No longer did historians simply want to chronicle the lives of the elite, but instead they began the arduous process of writing the history of people who have left little to no historical trace: black people, women and laborers. They began the process of writing what one historian coined as "history from the bottom up."
This new telling of historical narratives not only offered a more diverse portrait of the American past, but also provided the civil rights movement and the women's movement with a historical context in order to better situate their struggles. These historians coined yet another phrase: "the usable past."
As a college student in the mid 1990s, I remember the excitement of reading this new social history and having my professors tell me that there was so much more to do, so much more to uncover, so much more to write. When I decided to enroll in graduate school in 2000, it was less about producing knowledge for the sake of scholarly debate and more about uncovering lost and forgotten histories of people, whose stories purposely were left from being told.
It's what led me to uncover the history of how many enslaved people, at the moment of emancipation, became sick and died.
Since the early 20th century, historians have been writing about the Civil War, but the focus of this early work ranged from the politics of the period to the details of the battles to the experiences of the soldiers.
By the early 1970s, an increasing number of books began to be published on the black experience during the war, but the focus of those books followed in the footsteps of previous studies. Instead of discussing white people in politics, they discussed black people in politics. Instead of detailing the lives of white soldiers, they detailed the lives of the small but significant number of black Union soldiers.
When I turned my attention to illness, sickness and death during the Civil War, I was not only attempting to write a new social history of black people. I was also trying to write a new history of the Civil War that asked a new set of questions, which attempted to place health, illness and epidemics at the center of the story of the war.
The resulting book, Sick from Freedom: African-American Illness and Suffering during the Civil War and Reconstruction, opened a new way of thinking about the Civil War and, when it was published, The New York Times ran a story about it on the front page of the arts section.
Yet some historians pushed back—they thought that my telling of the deadly consequences of emancipation undermined the importance of freedom that the war generated. I disagree; I believe the narrative of freedom obscured the epidemics that devastated the lives of freed slaves.
While I was writing Sick from Freedom, I began to explore a completely new century and new population of people: LGBT people in the 1970s. In Sick from Freedom, I explained how the history of freedom obscured the history of epidemics. In Stand By Me: The Forgotten History of Gay Liberation, I do the reverse: I explain how the history of epidemics obscured the history of freedom.

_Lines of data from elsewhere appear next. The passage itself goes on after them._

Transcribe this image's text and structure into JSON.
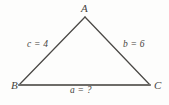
{
  "figure": {
    "type": "triangle-diagram",
    "background_color": "#fdfdfc",
    "stroke_color": "#4a4845",
    "base_stroke_color": "#6e6c68",
    "text_color": "#46443f",
    "vertices": {
      "A": {
        "label": "A",
        "x": 85,
        "y": 17
      },
      "B": {
        "label": "B",
        "x": 19,
        "y": 85
      },
      "C": {
        "label": "C",
        "x": 150,
        "y": 85
      }
    },
    "sides": {
      "left": {
        "label": "c = 4",
        "variable": "c",
        "value": "4",
        "between": "B-A"
      },
      "right": {
        "label": "b = 6",
        "variable": "b",
        "value": "6",
        "between": "A-C"
      },
      "bottom": {
        "label": "a = ?",
        "variable": "a",
        "value": "?",
        "between": "B-C"
      }
    }
  },
  "diagram_data": {
    "shape": "triangle",
    "vertex_labels": [
      "A",
      "B",
      "C"
    ],
    "side_labels": [
      "c = 4",
      "b = 6",
      "a = ?"
    ],
    "known_lengths": {
      "c": 4,
      "b": 6
    },
    "unknown_lengths": {
      "a": "?"
    }
  }
}
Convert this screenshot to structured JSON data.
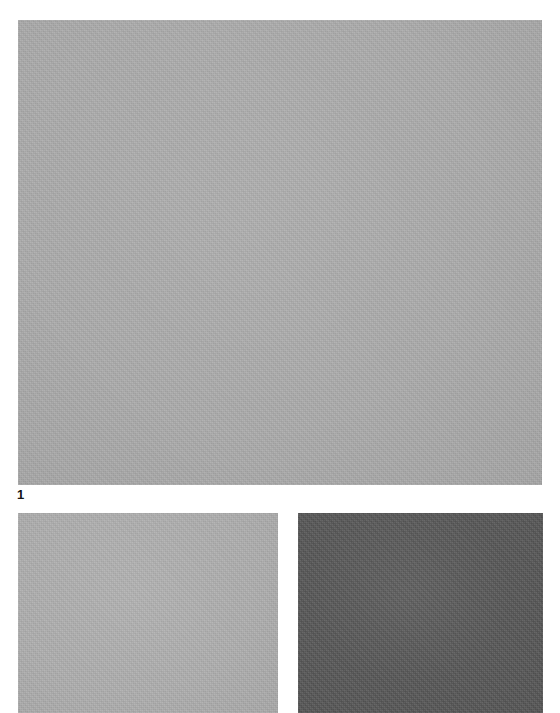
{
  "figure": {
    "number_label": "1",
    "background_color": "#ffffff",
    "page_width": 560,
    "page_height": 713
  },
  "panels": [
    {
      "id": "top",
      "name": "gray-swatch-large",
      "color": "#ababab",
      "label": "",
      "x": 18,
      "y": 20,
      "width": 524,
      "height": 465
    },
    {
      "id": "bottom-left",
      "name": "gray-swatch-light",
      "color": "#aeaeae",
      "label": "",
      "x": 18,
      "y": 513,
      "width": 260,
      "height": 200
    },
    {
      "id": "bottom-right",
      "name": "gray-swatch-dark",
      "color": "#565656",
      "label": "",
      "x": 298,
      "y": 513,
      "width": 245,
      "height": 200
    }
  ]
}
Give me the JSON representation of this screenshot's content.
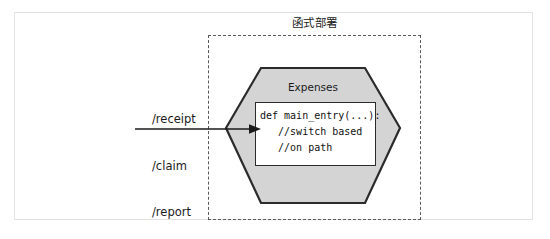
{
  "diagram": {
    "title": "函式部署",
    "outer_frame": {
      "border_color": "#e3e3e3"
    },
    "boundary": {
      "label": "函式部署",
      "style": "dashed",
      "border_color": "#5a5a5a"
    },
    "function_node": {
      "shape": "hexagon",
      "name": "Expenses",
      "fill_color": "#d4d4d4",
      "stroke_color": "#2b2b2b",
      "code_box": {
        "background": "#ffffff",
        "border_color": "#2b2b2b",
        "lines": [
          "def main_entry(...):",
          "   //switch based",
          "   //on path"
        ]
      }
    },
    "incoming": {
      "arrow_color": "#1b1b1b",
      "routes": [
        "/receipt",
        "/claim",
        "/report"
      ]
    }
  }
}
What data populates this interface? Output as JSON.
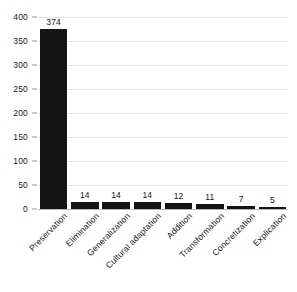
{
  "chart_data": {
    "type": "bar",
    "title": "",
    "subtitle": "",
    "xlabel": "",
    "ylabel": "",
    "categories": [
      "Preservation",
      "Elimination",
      "Generalization",
      "Cultural adaptation",
      "Addition",
      "Transformation",
      "Concretization",
      "Explication"
    ],
    "values": [
      374,
      14,
      14,
      14,
      12,
      11,
      7,
      5
    ],
    "data_labels": [
      "374",
      "14",
      "14",
      "14",
      "12",
      "11",
      "7",
      "5"
    ],
    "ylim": [
      0,
      400
    ],
    "yticks": [
      0,
      50,
      100,
      150,
      200,
      250,
      300,
      350,
      400
    ],
    "ytick_labels": [
      "0",
      "50",
      "100",
      "150",
      "200",
      "250",
      "300",
      "350",
      "400"
    ],
    "grid": true,
    "grid_axis": "y",
    "legend": false,
    "legend_position": "none",
    "bar_color": "#141414",
    "grid_color": "#e3e3e3",
    "axis_color": "#b8b8b8",
    "background_color": "#ffffff",
    "text_color": "#151515"
  }
}
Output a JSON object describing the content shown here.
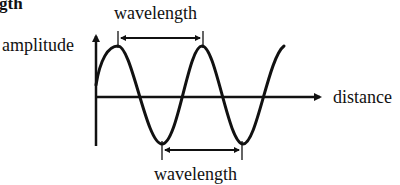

Due to the outbreak of HIV in the 1980s, historians, journalists, public health officials and even gay people often argue that the virus spread due to the sexual libertine world created by gay liberation in the 1970s. Based on over 10 years of research in community center archives, I discovered that this was not the case.
Sex mattered greatly to many LGBT people, but it was not the only thing that mattered. LGBT people created their own newspapers, founded their own churches, established bookstores and reading groups, and produced an entirely new cultural lexicon. This world had been forgotten or, at best, overshadowed by stories about gay sex that helped to explain the rise of HIV.
As a social historian, I felt compelled to excavate a history of the 1970s that had not been widely documented and known, and I wrote Stand By Me for many of the same reasons that earlier generations of social historians wrote their histories from the bottom up. I wanted to offer the LGBT community today a "usable past," a narrative about the actions of their predecessors, who believed in creating a community and culture that LGBT people could embrace.